Montgomery had assembled 160,000 men to Messe’s 80,000, and deployed 610 tanks and 1,400 guns, while Messe had only 150 tanks (including the 10th Panzer’s already withdrawn) and half as many guns. As at El Alamein, however, Montgomery made his main effort straight into the heart of the Axis line, a frontal assault of three infantry divisions, hoping to break open a gap through which his armor could rush. Meanwhile, a New Zealand corps made a wide outflanking march 25 miles inland from Gabès to menace the enemy’s rear. This effort started well but 21st Panzer and 164th Light Divisions stopped it.
The frontal attack bogged down after making only a shallow dent in the Axis line. A counterattack by 15th Panzer Division, with only 30 tanks and two infantry battalions, overran the forward British infantry, stopping the entire British effort.
On March 23 Montgomery shifted his forces to the inland flank. Since Montgomery’s frontal attack had failed, the Axis commanders had already shifted 15th Panzer Division to this flank two days before.
It might have been another defeat for Montgomery, except that Arnim, now commander of the whole front with the departure of Rommel, decided to withdraw Messe’s army back to the fourteen-mile-wide Wadi Akarit bottleneck, 43 miles to the rear. At Wadi Akarit Montgomery went through his laborious preparations all over again.
Meanwhile Patton renewed his efforts at El Guettar and Maknassy. By March 27 Montgomery had reached Gabès on the way to Wadi Akarit, and Alexander launched Patton’s tanks toward the coast without waiting for infantry to clear a path. However, a chain of antitank guns stopped the tanks. Patton called on his infantry to crack the barrier, but they failed as well.

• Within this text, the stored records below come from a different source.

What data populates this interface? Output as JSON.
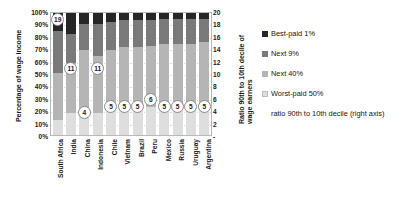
{
  "chart_data": {
    "type": "bar",
    "subtype": "stacked-100-percent-with-secondary-axis-markers",
    "title": "",
    "xlabel": "",
    "ylabel": "Percentage of wage income",
    "y2label": "Ratio 90th to 10th decile of wage earners",
    "ylim": [
      0,
      100
    ],
    "y2lim": [
      0,
      20
    ],
    "grid": true,
    "legend_position": "right",
    "categories": [
      "South Africa",
      "India",
      "China",
      "Indonesia",
      "Chile",
      "Vietnam",
      "Brazil",
      "Peru",
      "Mexico",
      "Russia",
      "Uruguay",
      "Argentina"
    ],
    "ytick_labels": [
      "100%",
      "90%",
      "80%",
      "70%",
      "60%",
      "50%",
      "40%",
      "30%",
      "20%",
      "10%",
      "0%"
    ],
    "ytick_values": [
      100,
      90,
      80,
      70,
      60,
      50,
      40,
      30,
      20,
      10,
      0
    ],
    "y2tick_labels": [
      "20",
      "18",
      "16",
      "14",
      "12",
      "10",
      "8",
      "6",
      "4",
      "2",
      "-"
    ],
    "y2tick_values": [
      20,
      18,
      16,
      14,
      12,
      10,
      8,
      6,
      4,
      2,
      0
    ],
    "series": [
      {
        "name": "Best-paid 1%",
        "color": "#262626",
        "values": [
          15,
          17,
          9,
          9,
          7,
          6,
          6,
          6,
          5,
          5,
          5,
          5
        ]
      },
      {
        "name": "Next 9%",
        "color": "#7a7a7a",
        "values": [
          34,
          24,
          21,
          26,
          23,
          22,
          22,
          21,
          20,
          20,
          20,
          19
        ]
      },
      {
        "name": "Next 40%",
        "color": "#b5b5b5",
        "values": [
          39,
          41,
          51,
          47,
          49,
          50,
          50,
          50,
          52,
          52,
          52,
          53
        ]
      },
      {
        "name": "Worst-paid 50%",
        "color": "#dedede",
        "values": [
          12,
          18,
          19,
          18,
          21,
          22,
          22,
          23,
          23,
          23,
          23,
          23
        ]
      }
    ],
    "marker_series": {
      "name": "ratio 90th to 10th decile (right axis)",
      "values": [
        19,
        11,
        4,
        11,
        5,
        5,
        5,
        6,
        5,
        5,
        5,
        5
      ]
    },
    "legend": [
      {
        "label": "Best-paid 1%",
        "swatch": "sw0"
      },
      {
        "label": "Next 9%",
        "swatch": "sw1"
      },
      {
        "label": "Next 40%",
        "swatch": "sw2"
      },
      {
        "label": "Worst-paid 50%",
        "swatch": "sw3"
      },
      {
        "label": "ratio 90th to 10th decile (right axis)",
        "swatch": "sw4"
      }
    ]
  }
}
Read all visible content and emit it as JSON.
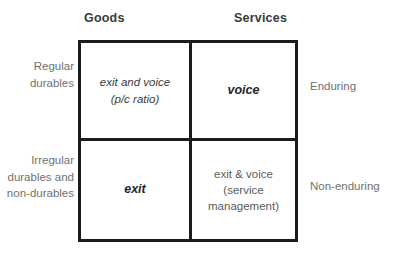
{
  "diagram": {
    "type": "2x2-matrix",
    "columns": [
      {
        "key": "goods",
        "label": "Goods"
      },
      {
        "key": "services",
        "label": "Services"
      }
    ],
    "rows": [
      {
        "key": "regular",
        "left_label": "Regular\ndurables",
        "right_label": "Enduring"
      },
      {
        "key": "irregular",
        "left_label": "Irregular\ndurables and\nnon-durables",
        "right_label": "Non-enduring"
      }
    ],
    "cells": {
      "goods_regular": {
        "text": "exit and voice\n(p/c ratio)",
        "style": "italic"
      },
      "services_regular": {
        "text": "voice",
        "style": "bold-italic"
      },
      "goods_irregular": {
        "text": "exit",
        "style": "bold-italic"
      },
      "services_irregular": {
        "text": "exit & voice\n(service\nmanagement)",
        "style": "plain"
      }
    },
    "colors": {
      "border": "#1b1b1b",
      "background": "#ffffff",
      "header_text": "#3a3a3a",
      "side_label_text": "#707070",
      "cell_text": "#3c3c3c"
    }
  }
}
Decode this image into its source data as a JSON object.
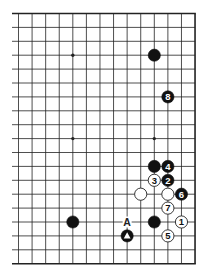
{
  "diagram": {
    "type": "go-board-diagram",
    "board_size": 19,
    "visible_columns": {
      "from": 6,
      "to": 19
    },
    "visible_rows": {
      "from": 1,
      "to": 19
    },
    "open_edges": [
      "left"
    ],
    "colors": {
      "background": "#ffffff",
      "line": "#222222",
      "black_stone": "#111111",
      "white_stone": "#ffffff",
      "white_stone_outline": "#222222",
      "black_number": "#ffffff",
      "white_number": "#111111"
    },
    "star_points": [
      {
        "col": 10,
        "row": 4
      },
      {
        "col": 16,
        "row": 4
      },
      {
        "col": 10,
        "row": 10
      },
      {
        "col": 16,
        "row": 10
      },
      {
        "col": 10,
        "row": 16
      },
      {
        "col": 16,
        "row": 16
      }
    ],
    "stones": [
      {
        "color": "black",
        "col": 16,
        "row": 4,
        "label": ""
      },
      {
        "color": "black",
        "col": 10,
        "row": 16,
        "label": ""
      },
      {
        "color": "black",
        "col": 16,
        "row": 12,
        "label": ""
      },
      {
        "color": "black",
        "col": 16,
        "row": 16,
        "label": ""
      },
      {
        "color": "white",
        "col": 15,
        "row": 14,
        "label": ""
      },
      {
        "color": "white",
        "col": 17,
        "row": 14,
        "label": ""
      },
      {
        "color": "black",
        "col": 14,
        "row": 17,
        "label": "",
        "marker": "triangle"
      },
      {
        "color": "white",
        "col": 18,
        "row": 16,
        "label": "1"
      },
      {
        "color": "black",
        "col": 17,
        "row": 13,
        "label": "2"
      },
      {
        "color": "white",
        "col": 16,
        "row": 13,
        "label": "3"
      },
      {
        "color": "black",
        "col": 17,
        "row": 12,
        "label": "4"
      },
      {
        "color": "white",
        "col": 17,
        "row": 17,
        "label": "5"
      },
      {
        "color": "black",
        "col": 18,
        "row": 14,
        "label": "6"
      },
      {
        "color": "white",
        "col": 17,
        "row": 15,
        "label": "7"
      },
      {
        "color": "black",
        "col": 17,
        "row": 7,
        "label": "8"
      }
    ],
    "point_labels": [
      {
        "col": 14,
        "row": 16,
        "text": "A"
      }
    ]
  }
}
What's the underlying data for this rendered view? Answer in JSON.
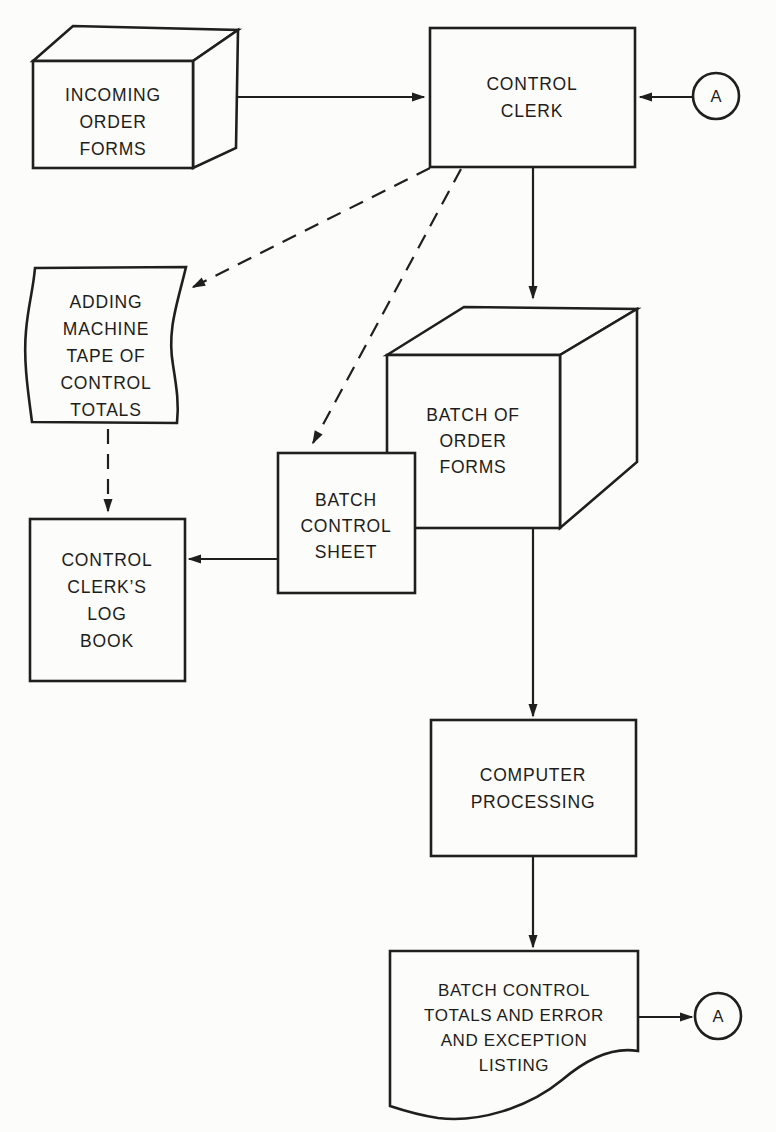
{
  "diagram": {
    "type": "flowchart",
    "ink_color": "#1f1f1f",
    "paper_color": "#fcfcfa",
    "connector_label": "A",
    "nodes": {
      "incoming_order_forms": {
        "shape": "3d-box",
        "lines": [
          "INCOMING",
          "ORDER",
          "FORMS"
        ]
      },
      "control_clerk": {
        "shape": "rectangle",
        "lines": [
          "CONTROL",
          "CLERK"
        ]
      },
      "connector_a_top": {
        "shape": "circle",
        "label": "A"
      },
      "adding_machine_tape": {
        "shape": "tape",
        "lines": [
          "ADDING",
          "MACHINE",
          "TAPE OF",
          "CONTROL",
          "TOTALS"
        ]
      },
      "batch_of_order_forms": {
        "shape": "3d-box",
        "lines": [
          "BATCH OF",
          "ORDER",
          "FORMS"
        ]
      },
      "batch_control_sheet": {
        "shape": "rectangle",
        "lines": [
          "BATCH",
          "CONTROL",
          "SHEET"
        ]
      },
      "control_clerks_log_book": {
        "shape": "rectangle",
        "lines": [
          "CONTROL",
          "CLERK’S",
          "LOG",
          "BOOK"
        ]
      },
      "computer_processing": {
        "shape": "rectangle",
        "lines": [
          "COMPUTER",
          "PROCESSING"
        ]
      },
      "batch_control_totals_listing": {
        "shape": "document",
        "lines": [
          "BATCH CONTROL",
          "TOTALS AND ERROR",
          "AND EXCEPTION",
          "LISTING"
        ]
      },
      "connector_a_bottom": {
        "shape": "circle",
        "label": "A"
      }
    },
    "edges": [
      {
        "from": "incoming_order_forms",
        "to": "control_clerk",
        "style": "solid"
      },
      {
        "from": "connector_a_top",
        "to": "control_clerk",
        "style": "solid"
      },
      {
        "from": "control_clerk",
        "to": "batch_of_order_forms",
        "style": "solid"
      },
      {
        "from": "control_clerk",
        "to": "adding_machine_tape",
        "style": "dashed"
      },
      {
        "from": "control_clerk",
        "to": "batch_control_sheet",
        "style": "dashed"
      },
      {
        "from": "adding_machine_tape",
        "to": "control_clerks_log_book",
        "style": "dashed"
      },
      {
        "from": "batch_control_sheet",
        "to": "control_clerks_log_book",
        "style": "solid"
      },
      {
        "from": "batch_of_order_forms",
        "to": "computer_processing",
        "style": "solid"
      },
      {
        "from": "computer_processing",
        "to": "batch_control_totals_listing",
        "style": "solid"
      },
      {
        "from": "batch_control_totals_listing",
        "to": "connector_a_bottom",
        "style": "solid"
      }
    ]
  }
}
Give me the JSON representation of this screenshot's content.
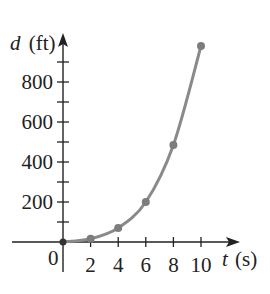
{
  "chart_data": {
    "type": "line",
    "title": "",
    "xlabel": "t (s)",
    "ylabel": "d (ft)",
    "x_var": "t",
    "x_unit": "(s)",
    "y_var": "d",
    "y_unit": "(ft)",
    "origin_label": "0",
    "x": [
      0,
      2,
      4,
      6,
      8,
      10
    ],
    "series": [
      {
        "name": "d(t)",
        "values": [
          0,
          16,
          70,
          200,
          485,
          980
        ],
        "color": "#8a8a8a"
      }
    ],
    "xticks": [
      2,
      4,
      6,
      8,
      10
    ],
    "xtick_labels": [
      "2",
      "4",
      "6",
      "8",
      "10"
    ],
    "yticks_major": [
      200,
      400,
      600,
      800
    ],
    "ytick_labels": [
      "200",
      "400",
      "600",
      "800"
    ],
    "yticks_minor": [
      100,
      300,
      500,
      700,
      900
    ],
    "xlim": [
      0,
      11
    ],
    "ylim": [
      0,
      1000
    ],
    "grid": false,
    "legend": "none",
    "markers": true
  },
  "colors": {
    "axis": "#222222",
    "curve": "#8a8a8a",
    "marker": "#7d7d7d",
    "background": "#ffffff"
  }
}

However, Arnim had transferred 21st Panzer to help 10th Panzer, reducing strength at Akarit, and making it easier for Montgomery to crack the line, which his infantry did April 5. Once more Montgomery was slow to exploit success, and by morning the Axis troops were moving up the coast, heading for Enfidaville, only 50 miles south of Tunis. Here was a narrow coastal plain with a hill barrier on the west.